No one can deny the efforts he has made to put something back into the game

Amid his many achievements in a stellar playing career, Nick Faldo won six major championships: the Open in 1987, 1990 and 1992; the Masters in 1989, 1990 and 1996. Of all British golfers, only Harry Vardon, who began plying his trade in the late 1800s, has more. He won six Opens and one US Open. Despite his enormous and deserved reputation, Spain’s Seve Ballesteros, an exact contemporary of Faldo’s, ‘only’ won five majors.


It is fair to say that Faldo had (more than) his fair share of critics when he was in his prime, in part for being seen as too focused on being a great golfer and anything that might get in the way of that could just get the hell out of the way. But no one can deny the efforts he has made to put something back into the game that provided him with fame and fortune.

He could have just quit and put his feet up, or just stuck to designing golf courses and/or doing TV commentary. But he initiated the much-admired Faldo Junior Series, which has helped scores of golfers, Rory McIlroy included. His philanthropy led to him being awarded a knighthood and, separately, to the creation of the Major Champions Invitational (MCI) event in Florida, which this year was staged for the second time.


“The idea is to create a field of the best young players in the world,” Faldo explained. The format is that 18 major champions, including himself and Ballesteros – whose voice is posthumously represented by his Foundation, likewise for Payne Stewart – choose four 18-year-old golfers, two boys and two girls, to play in the tournament both on behalf of themselves and for their team. How the champions go about this is up to them. “My players are global,” said Faldo. “I choose them from around the world. But Henrik [Stenson] had qualifying events in Sweden to pick his team. So did Annika [Sorenstam, whose team won]. Adam Scott, for example, picked some kids from Australia.”

Sorenstam was one of seven women major champions involved in the process – “which we were very pleased about,” said Faldo. He added: “We set the event up like it’s for a pro tournaments. It gives them an idea of what may lie ahead. I think 72 young amateurs on a golf course is a great number; I’m not sure that we want to make it bigger than that. Eventually I would like to take it global but the odds are that it will be held in the States in 2020.”

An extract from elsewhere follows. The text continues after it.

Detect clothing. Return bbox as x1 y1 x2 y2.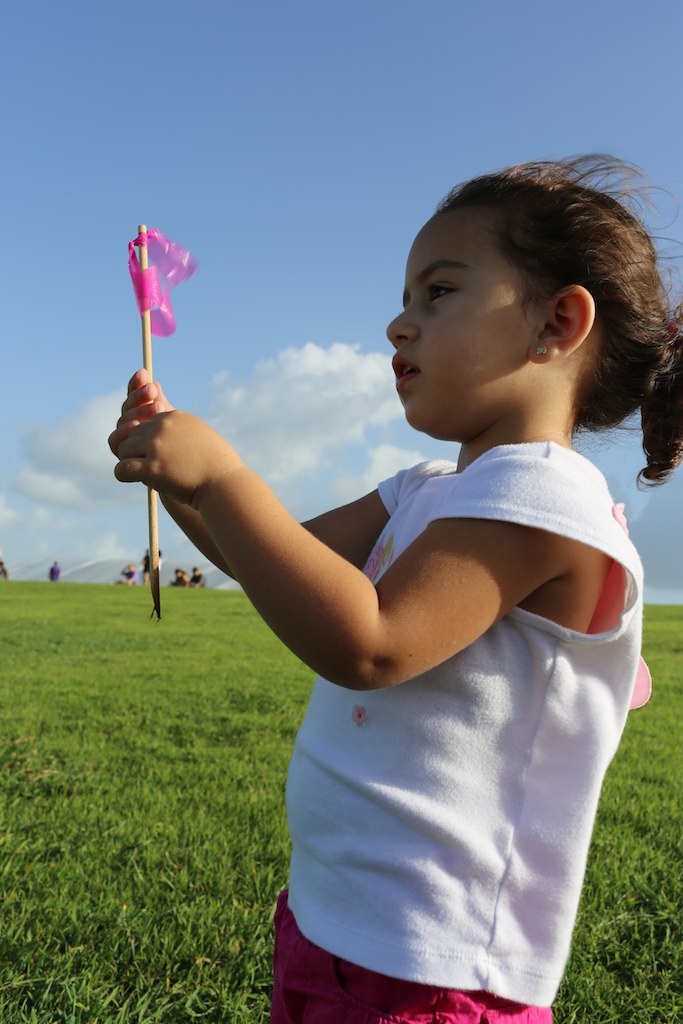
157 334 640 967.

Going back to Faldo’s heyday, I recall a piece in Sports Illustrated in July 1996, reviewing the recent Open Championship at Royal Lytham & St Annes. It was won by Tom Lehman, who had gone into the final round six shots clear of Faldo, who lay second. Faldo finished fourth, three behind Lehman. Bearing in mind that Nick had overturned precisely that margin to beat Greg Norman in the Masters three months previously, the writer, Rick Reilly, declared that the Englishman had thus become the “first golfer in history to blow a six-shot deficit”.


It’s a good line in humorous irony. Given the press he sometimes used to get, Nick Faldo might have been inclined to think “bloody typical”.